38:  BROAD CIRCADIAN CHALLENGES                  [Rev 2-5-2019]

This section introduces Step B, with a focus on circadian aspects of the person’s life style and its impact on sleep.

 

38a. Some life styles can interfere with sleeping

Many people get a little “out-of-synch” with the world or other people in one way or another, and their sleep can suffer. Even when their choices seem reasonable or even necessary, the consequences may lead to disruptions in their body systems and interpersonal relations.

A choice of occupation that requires being awake when the sun is down and asleep when it is up may throw off the person’s normal reliance on light and heat to signal times to be awake and asleep. If your head says sleep when your body says wake up, there’s a problem.

A choice of leisure activities that extend the day into normal sleep times – at either end – can interfere with the ability to get enough sleep. This can include late night parties or television, or early morning travel or exercise.
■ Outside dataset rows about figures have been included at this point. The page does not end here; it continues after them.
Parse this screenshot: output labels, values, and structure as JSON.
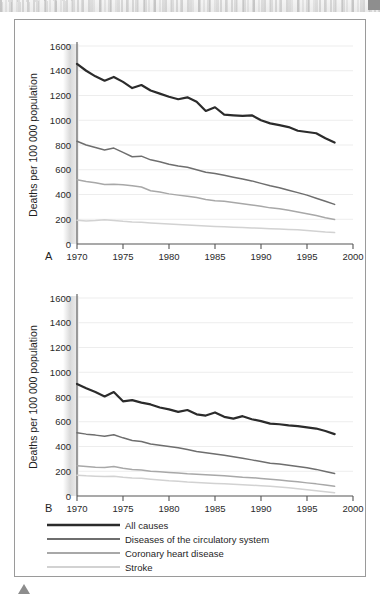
{
  "figure": {
    "panels": [
      {
        "id": "A",
        "panel_label": "A",
        "ylabel": "Deaths per 100 000 population"
      },
      {
        "id": "B",
        "panel_label": "B",
        "ylabel": "Deaths per 100 000 population"
      }
    ],
    "legend": {
      "items": [
        {
          "label": "All causes",
          "color": "#2b2b2b",
          "width": 2.4
        },
        {
          "label": "Diseases of the circulatory system",
          "color": "#6e6e6e",
          "width": 1.8
        },
        {
          "label": "Coronary heart disease",
          "color": "#a8a8a8",
          "width": 1.8
        },
        {
          "label": "Stroke",
          "color": "#d2d2d2",
          "width": 1.8
        }
      ]
    }
  },
  "chart_data": [
    {
      "type": "line",
      "id": "A",
      "title": "",
      "panel_label": "A",
      "xlabel": "",
      "ylabel": "Deaths per 100 000 population",
      "xlim": [
        1970,
        2000
      ],
      "ylim": [
        0,
        1600
      ],
      "xticks": [
        1970,
        1975,
        1980,
        1985,
        1990,
        1995,
        2000
      ],
      "yticks": [
        0,
        200,
        400,
        600,
        800,
        1000,
        1200,
        1400,
        1600
      ],
      "grid": "horizontal",
      "legend_position": "below-figure",
      "x": [
        1970,
        1971,
        1972,
        1973,
        1974,
        1975,
        1976,
        1977,
        1978,
        1979,
        1980,
        1981,
        1982,
        1983,
        1984,
        1985,
        1986,
        1987,
        1988,
        1989,
        1990,
        1991,
        1992,
        1993,
        1994,
        1995,
        1996,
        1997,
        1998
      ],
      "series": [
        {
          "name": "All causes",
          "color": "#2b2b2b",
          "values": [
            1455,
            1400,
            1355,
            1320,
            1350,
            1310,
            1260,
            1285,
            1240,
            1215,
            1190,
            1170,
            1185,
            1150,
            1075,
            1105,
            1045,
            1040,
            1035,
            1040,
            1000,
            975,
            960,
            945,
            915,
            905,
            895,
            855,
            820
          ]
        },
        {
          "name": "Diseases of the circulatory system",
          "color": "#6e6e6e",
          "values": [
            830,
            800,
            780,
            760,
            775,
            740,
            705,
            710,
            680,
            665,
            645,
            630,
            620,
            600,
            580,
            570,
            555,
            540,
            525,
            510,
            490,
            470,
            455,
            435,
            415,
            395,
            370,
            345,
            320
          ]
        },
        {
          "name": "Coronary heart disease",
          "color": "#a8a8a8",
          "values": [
            520,
            505,
            495,
            480,
            482,
            478,
            470,
            460,
            430,
            420,
            405,
            395,
            385,
            375,
            360,
            350,
            345,
            335,
            325,
            315,
            305,
            292,
            285,
            272,
            258,
            245,
            230,
            212,
            198
          ]
        },
        {
          "name": "Stroke",
          "color": "#d2d2d2",
          "values": [
            192,
            186,
            190,
            196,
            190,
            183,
            178,
            175,
            170,
            166,
            162,
            158,
            154,
            150,
            146,
            142,
            139,
            136,
            133,
            130,
            127,
            124,
            121,
            118,
            115,
            110,
            104,
            96,
            92
          ]
        }
      ]
    },
    {
      "type": "line",
      "id": "B",
      "title": "",
      "panel_label": "B",
      "xlabel": "",
      "ylabel": "Deaths per 100 000 population",
      "xlim": [
        1970,
        2000
      ],
      "ylim": [
        0,
        1600
      ],
      "xticks": [
        1970,
        1975,
        1980,
        1985,
        1990,
        1995,
        2000
      ],
      "yticks": [
        0,
        200,
        400,
        600,
        800,
        1000,
        1200,
        1400,
        1600
      ],
      "grid": "horizontal",
      "legend_position": "below-figure",
      "x": [
        1970,
        1971,
        1972,
        1973,
        1974,
        1975,
        1976,
        1977,
        1978,
        1979,
        1980,
        1981,
        1982,
        1983,
        1984,
        1985,
        1986,
        1987,
        1988,
        1989,
        1990,
        1991,
        1992,
        1993,
        1994,
        1995,
        1996,
        1997,
        1998
      ],
      "series": [
        {
          "name": "All causes",
          "color": "#2b2b2b",
          "values": [
            905,
            870,
            840,
            805,
            840,
            765,
            775,
            755,
            740,
            715,
            700,
            680,
            695,
            660,
            650,
            675,
            640,
            625,
            645,
            620,
            605,
            585,
            580,
            570,
            565,
            555,
            545,
            525,
            500
          ]
        },
        {
          "name": "Diseases of the circulatory system",
          "color": "#6e6e6e",
          "values": [
            512,
            500,
            492,
            482,
            495,
            470,
            448,
            440,
            420,
            410,
            400,
            390,
            375,
            360,
            350,
            340,
            330,
            318,
            305,
            292,
            278,
            265,
            258,
            248,
            238,
            228,
            215,
            198,
            182
          ]
        },
        {
          "name": "Coronary heart disease",
          "color": "#a8a8a8",
          "values": [
            245,
            238,
            232,
            230,
            238,
            225,
            215,
            210,
            200,
            195,
            190,
            186,
            180,
            176,
            172,
            168,
            164,
            158,
            152,
            148,
            142,
            136,
            130,
            122,
            115,
            106,
            98,
            88,
            78
          ]
        },
        {
          "name": "Stroke",
          "color": "#d2d2d2",
          "values": [
            168,
            163,
            160,
            158,
            160,
            152,
            146,
            143,
            136,
            130,
            124,
            120,
            114,
            110,
            106,
            102,
            99,
            95,
            91,
            87,
            83,
            78,
            72,
            66,
            58,
            50,
            42,
            34,
            26
          ]
        }
      ]
    }
  ]
}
A choice to have different schedules on weekdays and weekends can make sleep difficult to make into a habit, because habits require regularity. One can then be fighting the inertia of one circadian schedule every time one moves to another.
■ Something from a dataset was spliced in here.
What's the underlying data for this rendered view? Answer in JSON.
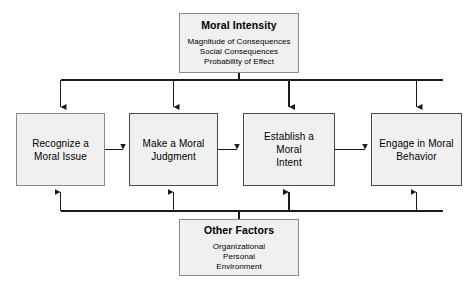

This is also a problem with schedules that change from week to week, or on different days, as with airline workers, whose schedule varies with the route.

It is possible to compensate for difficulties in one or even two areas of sleep-generating predisposing factors by an increase in the others.
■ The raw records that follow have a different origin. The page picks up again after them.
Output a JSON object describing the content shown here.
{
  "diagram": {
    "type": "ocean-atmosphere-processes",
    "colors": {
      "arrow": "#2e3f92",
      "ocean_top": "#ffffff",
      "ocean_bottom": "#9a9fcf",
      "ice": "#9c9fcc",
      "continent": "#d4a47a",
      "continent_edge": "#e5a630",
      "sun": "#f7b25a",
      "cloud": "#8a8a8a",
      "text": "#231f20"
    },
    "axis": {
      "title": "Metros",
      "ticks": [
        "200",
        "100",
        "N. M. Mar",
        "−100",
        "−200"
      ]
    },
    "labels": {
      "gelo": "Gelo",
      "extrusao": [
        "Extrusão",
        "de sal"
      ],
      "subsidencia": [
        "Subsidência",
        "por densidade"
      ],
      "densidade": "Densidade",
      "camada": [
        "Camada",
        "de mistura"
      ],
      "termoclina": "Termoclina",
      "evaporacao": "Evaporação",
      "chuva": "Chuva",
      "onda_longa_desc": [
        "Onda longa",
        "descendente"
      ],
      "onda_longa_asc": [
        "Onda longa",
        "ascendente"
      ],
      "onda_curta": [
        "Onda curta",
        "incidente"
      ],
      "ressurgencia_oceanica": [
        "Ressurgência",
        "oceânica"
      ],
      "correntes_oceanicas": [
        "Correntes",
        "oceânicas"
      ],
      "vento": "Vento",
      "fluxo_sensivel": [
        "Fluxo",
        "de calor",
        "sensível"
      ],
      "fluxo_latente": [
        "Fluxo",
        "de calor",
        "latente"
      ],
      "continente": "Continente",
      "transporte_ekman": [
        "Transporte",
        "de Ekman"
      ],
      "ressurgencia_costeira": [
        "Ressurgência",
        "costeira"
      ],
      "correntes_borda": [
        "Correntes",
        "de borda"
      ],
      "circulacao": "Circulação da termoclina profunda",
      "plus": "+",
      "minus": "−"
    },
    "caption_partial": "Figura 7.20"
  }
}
  • A person who changes time zones throws his or her circadian rhythms off. However, an adjustment in time does happen eventually, and he/she settles down to a new rhythm. A person who continually changes the available time for sleeping has a greater problem adjusting and getting good sleep
  • The presence of loud noises or unruly bedpartners can be adjusted-to my most people over time. It may lead to a greater need for fatigue to compensate for lack of environmental predictability.

However, some chronic disruptive situations may exact a long-term toll on sleep, and chronic lack of sleep can affect a person’s mood, ability, reaction time, eating, and so on.

38b. Special Cases to Watch for

Four chronic life conditions are especially sleep-disruptive and should be considered early on in trying to understand a person’s insomnia.

NIGHT SHIFT (Section 26) People who work hours that are very different from everyone else are at a serious disadvantage relative to sleeping. The times they have to sleep are active times for everyone else. Their personal rhythms differ from the normal daily cycle of light and dark. They may be asked to take on daily chores – like watching children or running errands – that others are not asked to carry out when they need to sleep. The impact on sleep can be serious, and they may not even be able to go to sleep when the opportunity arises.

VARIABLE SHIFT (Section 31) offers an additional twist. If a person is able to adjust to being out of synch with family, neighborhood, sun and moon, the adjustment is soon out of date, as the shift time changes – from daytime, to evening, to early morning, on and on. Each change of schedule leads to another loss of sleep and need to adjust. Examples include airline pilots and attendants, as well as long-haul truck drivers. Some police may also be on rotating shifts.

 

SUNDAY NIGHT INSOMNIA (Section 35) occurs on the night before returning to work after time off. What is an expected time to go to sleep becomes a time to party at the beginning of the weekend, and the reverse at its end. The person is especially thrown off at the end of the weekend or vacation, when the expectation of staying up late runs into conflict with the need to sleep and return to a work schedule on Monday.

SLEEP PHASE DISORDER is a – usually gradual – shift to sleep and wake times that are systematically different from the natural rhythm of light and dark or from the sleep-wake cycles of the people with whom the person interacts. See Section 28.

LARKS AND NIGHT OWLS (Walker, 216)

Some people (night owls) are genetically predisposed to stay up late at night. When they must also get up with everyone else in the morning, they can become chronically sleep-deprived. Their circadian rhythms are delayed, and it is difficult for them to alter that predisposition. This can also be a problem for adolescents, who in addition to having to get up early and be alert in school, may also be criticized by adults as negative and willful.

Others (larks) may naturally awaken early and need to go to sleep early. They may have difficulty staying awake when others are enjoying evenings together, may miss evening events, and may find themselves alone early in the morning.